Democratic Senator Claire McCaskill says if members of the U.S. military were involved in such actions they would face immediate and serious consequences.
"If one of the Army had gone out there with an AK-47 they were not supposed to have on top of a moving vehicle and shot a guy in the head and paralyzed him something would have happened in that chain of command," said Claire McCaskill.
"And if they had kept somebody on the force that had been using cocaine, that had been drunk, that had been charged with larceny that had done all these things these guys had done, they went out and killed Afghan people in the spring of 2009, something would have happened to them if they were in the military."
Senator McCaskill says most Afghans do not distinguish between private American contractors and members of the U.S. military.
She says reckless behavior by contractors is jeopardizing the U.S. mission in Afghanistan.
"And what is killing me about this problem with Blackwater is we have two sets of rules and one image," she said. "And as long as we have two sets of rules and one image we are in trouble on this mission."
A well-coordinated assassination attempt on President Hamid Karzai by suspected Taliban insurgents at the Afghan national day military parade in central Kabul has turned into a moment of national embarrassment for the government, which has been pressing to take over responsibility for Kabul’s security from foreign troops.
Three people were killed Sunday in the brazen assault, ruining what was supposed to have been a proud moment for Afghan security forces. The ability of the attackers to get so close to Mr. Karzai, who escaped unhurt, suggested they had inside help.
Considering President Bush recently admitted that it's "probably true" the next attack will come from Afghanistan, this really doesn't surprise me. But it does worry me.
Senior Pakistani officials are urging Nato countries to accept the Taliban and work towards a new coalition government in Kabul that might exclude the Afghan president Hamid Karzai. Pakistan's foreign minister, Khurshid Kasuri, has said in private briefings to foreign ministers of some Nato member states that the Taliban are winning the war in Afghanistan and Nato is bound to fail. He has advised against sending more troops. Western ministers have been stunned. "Kasuri is basically asking Nato to surrender and to negotiate with the Taliban," said one Western official who met the minister recently. Read on...
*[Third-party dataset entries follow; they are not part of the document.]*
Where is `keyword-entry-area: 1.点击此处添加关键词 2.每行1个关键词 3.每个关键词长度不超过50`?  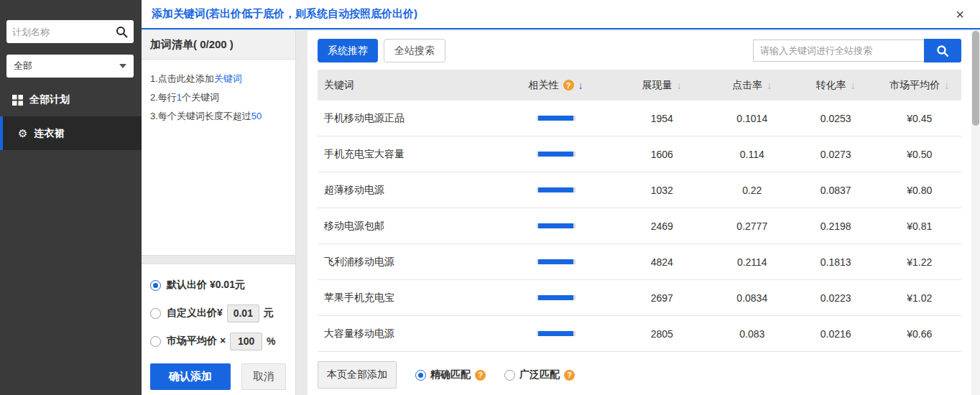
keyword-entry-area: 1.点击此处添加关键词 2.每行1个关键词 3.每个关键词长度不超过50 is located at coordinates (218, 157).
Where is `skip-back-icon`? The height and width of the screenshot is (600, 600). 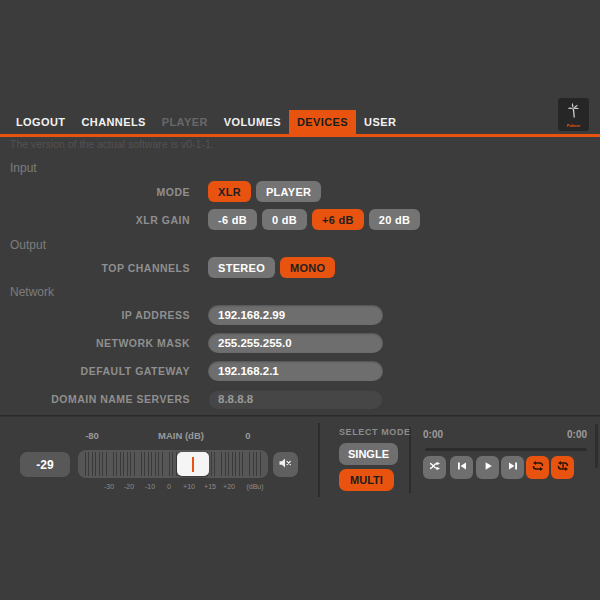 skip-back-icon is located at coordinates (462, 468).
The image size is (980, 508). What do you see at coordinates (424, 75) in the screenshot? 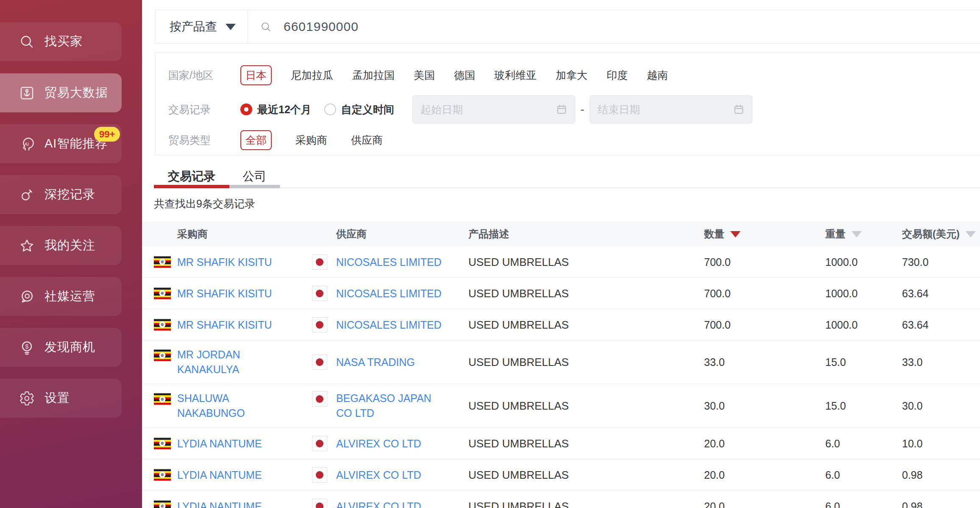
I see `country-option: 美国` at bounding box center [424, 75].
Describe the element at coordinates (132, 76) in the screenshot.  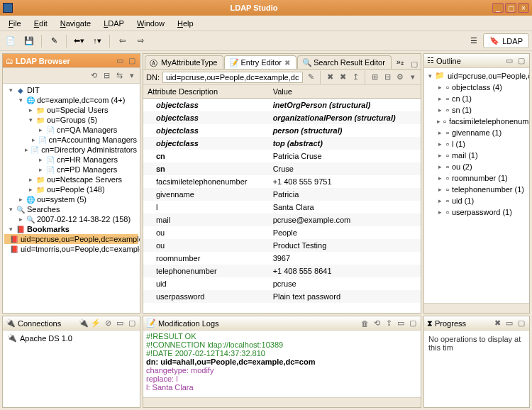
I see `menu-icon: ▾` at that location.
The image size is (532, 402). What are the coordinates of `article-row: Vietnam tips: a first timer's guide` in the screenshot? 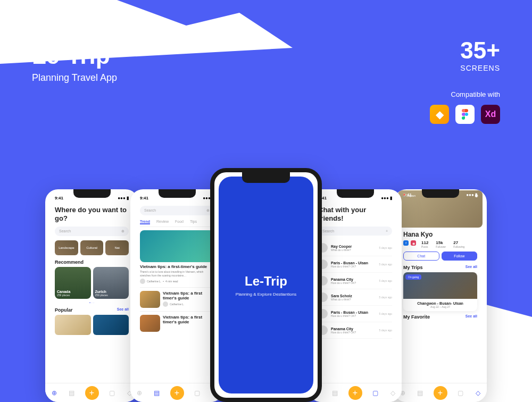 It's located at (177, 321).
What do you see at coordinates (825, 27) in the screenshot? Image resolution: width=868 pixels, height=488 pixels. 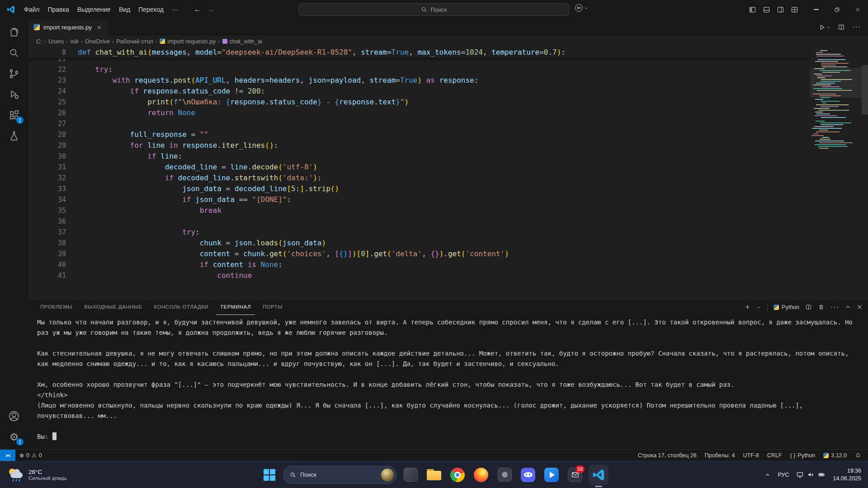 I see `run-python-file-button` at bounding box center [825, 27].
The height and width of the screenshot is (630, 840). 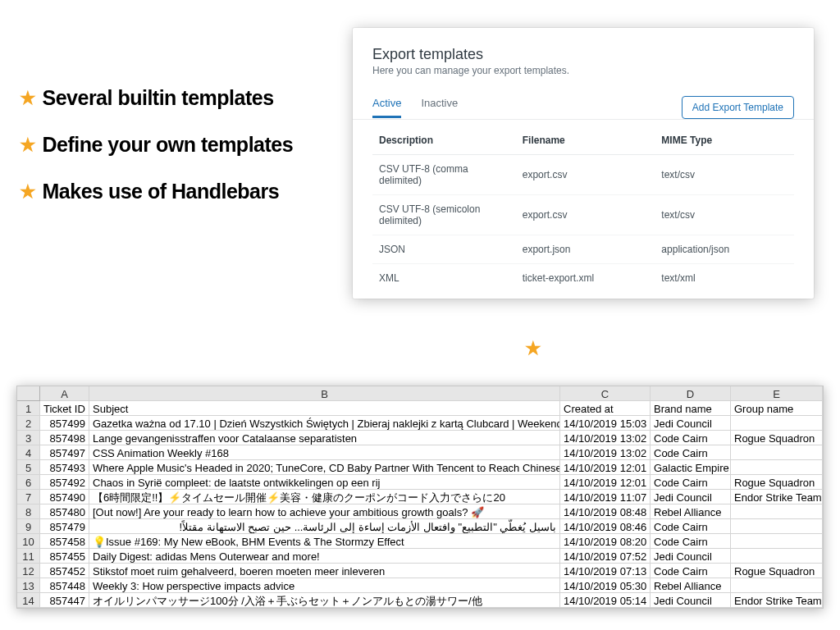 What do you see at coordinates (65, 482) in the screenshot?
I see `cell: 857492` at bounding box center [65, 482].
Seems like the people in uniform are a lot happier with Obama in the White House than the tea baggers would have us believe:
Reporting from Kabul, Afghanistan, and Washington - President Obama flew to Afghanistan's capital Sunday evening and offered a tough message to President Hamid Karzai, urging that stronger action be taken to crack down on government corruption and to build respect for the rule of law.
Later in his six-hour unannounced visit, his first to the war-battered country since becoming president, Obama received a rousing welcome from American troops at the sprawling Bagram air base outside Kabul.
As midnight approached, camouflage-clad service members whooped and snapped pictures of the president, who dispensed hugs and handshakes before taking to the podium.
"I have no greater honor than serving as your commander in chief," he told his audience to cheers.
Obama also emphasized the continuing American commitment to Afghanistan, where tens of thousands of new U.S. troops are to be deployed in coming months. "The United States of America does not quit," said Obama, dressed in a leather bomber jacket. "We keep at it, we persevere and together with our partners we will prevail. I'm absolutely confident of that."